The transfers themselves, which took place on two separate
occasions, were brutal and humiliating. Without warning,
armed guards in full riot gear raided a unit of the women’s
prison and pulled women from their cells.
Women chosen for transfer were strip searched while being
videotaped in the presence of male guards. In the chaos,
women sobbed and cried out in panic. Many of the women
have suffered abuse by men and were terrified of going to a
men’s prison.
The women, who did nothing to deserve the transfer, are being
subjected to conditions in the New Jersey State Prison far worse
than the men in the same prison and women in the women’s prison.
For example:
The women are kept in their cells up to 22 hours a day, not even
being allowed to congregate in common areas.
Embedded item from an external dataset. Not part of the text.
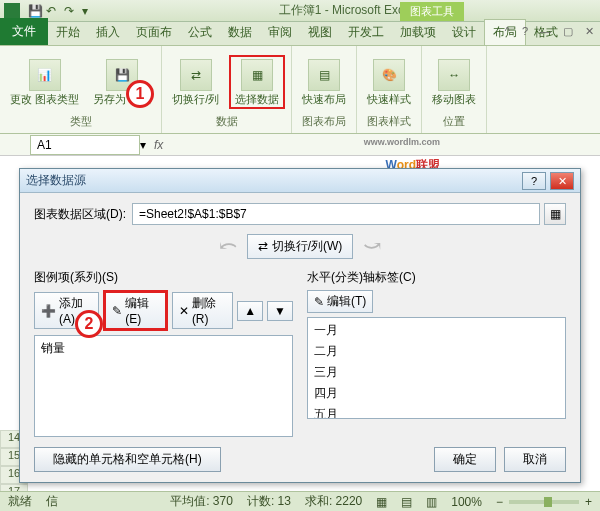 Image resolution: width=600 pixels, height=511 pixels. Describe the element at coordinates (35, 11) in the screenshot. I see `save-icon: 💾` at that location.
New Jersey State Prison has a clinic and an infirmary. The
women prisoners are barred from these facilities.
The prison also has a law library. Although a number of
women have pending appeals or other ongoing legal proceedings,
they are completely barred from the law library.
New Jersey State Prison has a school complete with classrooms,
teachers, and teaching materials. The women prisoners are
completely barred from this school.
The women aren’t allowed into the main prison yard, but are sent
to exercise in a tiny patch of grass and concrete below the main
yard.
Women aren’t even provided the supplies necessary to take care
of their bodies. The prison provides insufficient sanitary
napkins and toilet paper.
New Jersey State Prison has no programs to help women stay in
contact with their children.
Other inequalities and humiliations abound ...
The broader context:
The abuses these women are suffering are happening because New
Jersey is putting too many women in prison for too long, and
because the Department of Corrections does not have a coherent
plan for the women’s prison population.
New Jersey’s prison population has grown by over 700% in the
last three decades. Nationally, women are the
fastest-growing segment of the prison population, even though
only a third of women in prison committed violent crimes.
Another third are imprisoned, often for years, for drug
offenses. Imprisonment hurts these women without helping
keep New Jersey safe.
Women who don’t really need to be in prison should be placed in
appropriate rehabilitation placements and programs instead.
Doing this would bring the women’s prison population down to a
manageable level, allowing the Department of Corrections to
fulfill its public duties to provide for public safety and
rehabilitate prisoners.
Our position:
We demand that the Department of Corrections abandon its policy
of involuntarily transferring women prisoners, many of whom are
classified as medium-security and have excellent disciplinary
records, to a giant (1,800 inmate) men’s prison described by
both its warden and the American Correctional Association as a
“supermax” prison.
We demand that, for those women who wish to remain in the prison
to be nearer to their families, conditions be drastically
improved and made equal to those of the male prisoners.
We demand that the Department of Corrections present the New
Jersey public with a plan for (1) reducing the needless
incarceration of women, and (2) providing human conditions and
rehabilitative opportunities to women in prison, in accordance
with the Department’s legal and moral duty.